The Dreamcatcher
Travel16 May 2026· 4 min read

The Dreamcatcher

A story about solo travel, unexpected kindness and small moments.

By Shraddha

A while ago I went to Goa for a month — not just to travel but to actually live there while managing my remote job.

I stayed in different parts of Goa during that month and each place gave me a completely different feeling. My first stay was in Margao, in a villa owned by a sweet old couple who were incredibly kind to me. They even gave me an electric bike to roam around the city and honestly, I loved that little bike so much.

I explored cafés, beaches, small roads, local food places and slowly started settling into a softer rhythm of life. Then I moved to South Goa for a while, where life felt slower and quieter. After that I shifted to North Goa near Mandrem — and something about that place just stayed with me.

I had fixed cafés there: one for breakfast and morning coffee where laptops weren't allowed, so people actually sat and existed without screens. Another for work later in the day, where I would quietly sit for hours with my laptop.

Near that work café, there was a small dreamcatcher shop in the lane — and every day while passing by, I would look at those dreamcatchers hanging outside and feel curious about them. So one day I finally entered the shop and asked the shopkeeper about the different kinds.

He started explaining everything so passionately — their meanings, designs, materials, and things he had learned while travelling across India and abroad. He had made all those dreamcatchers himself. I was honestly surprised by how much depth there was behind something I had always seen as just decoration.

Then I asked him how much one would cost — and instead of selling me one, he said: Why don't you make one yourself? I laughed and immediately said: No, I don't know how to make these — and he simply replied: I'll teach you, if you have time. So the next evening, I went back and sat there inside that tiny shop while he patiently taught me how to make one from scratch.

Thread by thread, slowly it started taking shape — and somewhere during the process I realised something: sometimes the most beautiful part of travel is not the places, it's the unexpected moments that ask you to participate instead of just observe.

That dreamcatcher still hangs with me — not because it's perfect, but because I made it with my own hands in a random little lane in Goa with someone I had met only a day before. Not luxury, not planning, not even the destination — just small human moments that quietly become part of you.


__Activity__: Using the records below, return exactly the lines from the one containing "y1=Y1 x2=X2 y2=Y2." through the last, and omit pictures.

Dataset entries
┄┄┄┄┄┄

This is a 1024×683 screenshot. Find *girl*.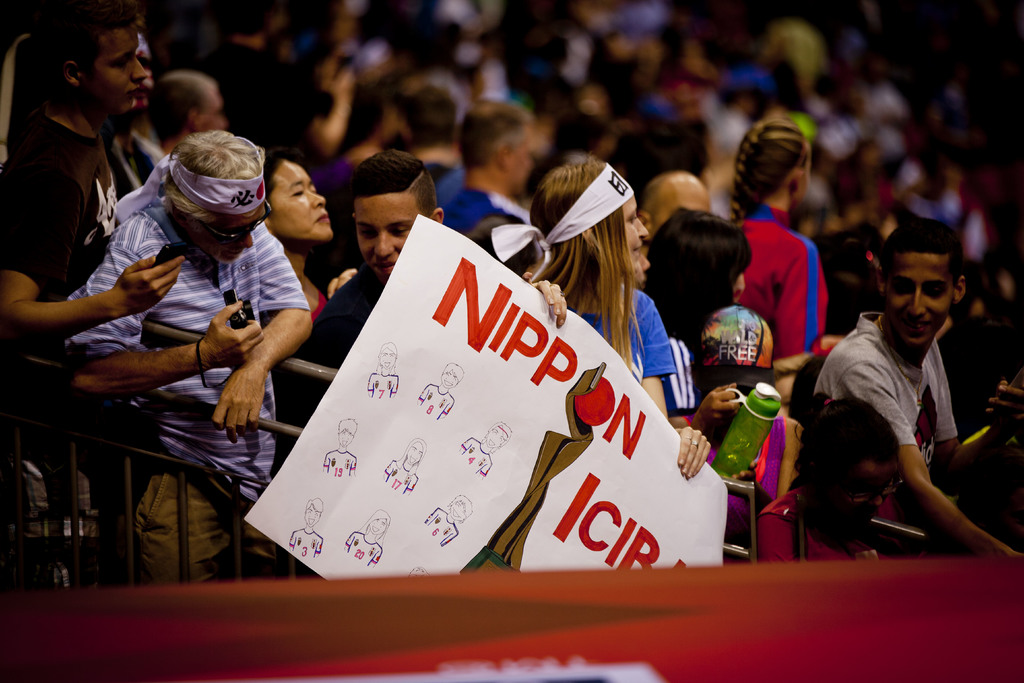
Bounding box: (257, 152, 358, 323).
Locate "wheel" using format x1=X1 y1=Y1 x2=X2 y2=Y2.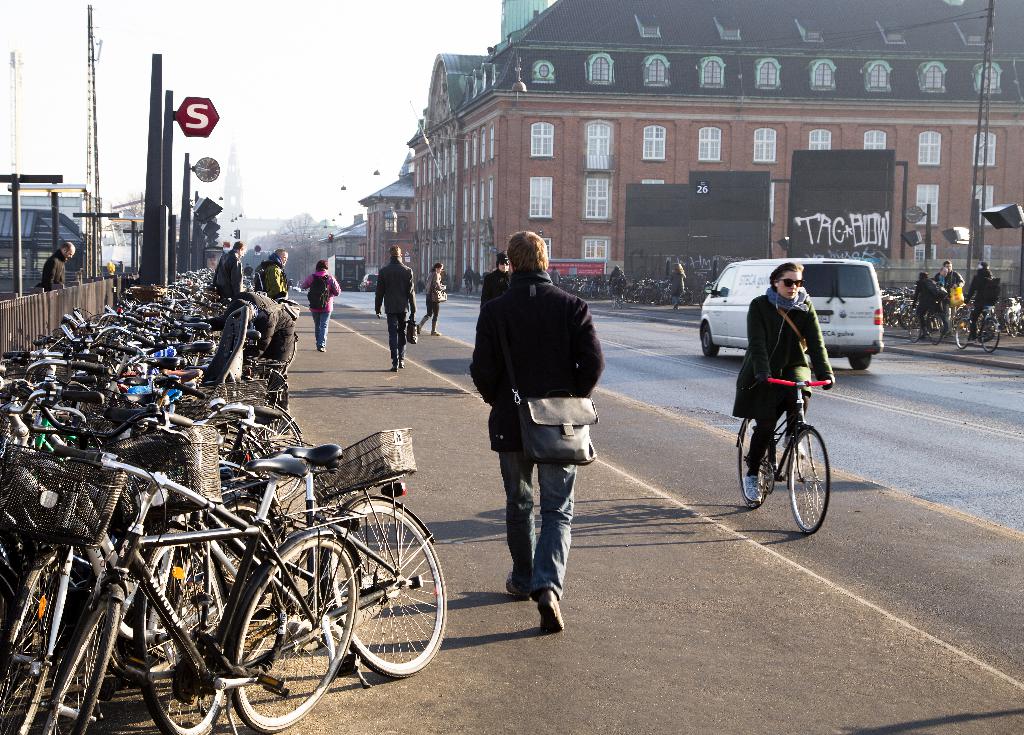
x1=731 y1=417 x2=768 y2=505.
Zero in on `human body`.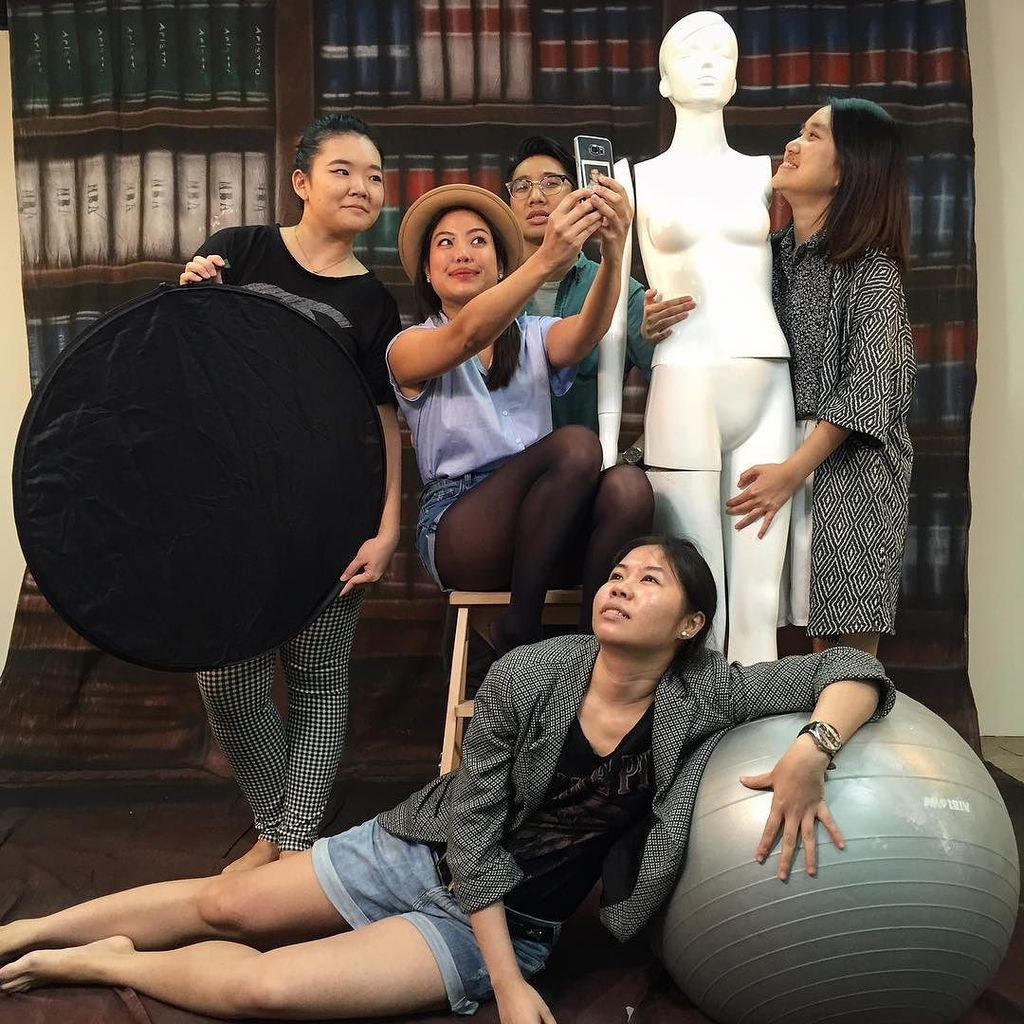
Zeroed in: [719, 96, 923, 659].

┄┄┄┄┄┄

__Output for this exercise__:
Locate "wheel" using format x1=X1 y1=Y1 x2=X2 y2=Y2.
x1=731 y1=417 x2=768 y2=505.
Zero in on `human body`.
Zeroed in: [719, 96, 923, 659].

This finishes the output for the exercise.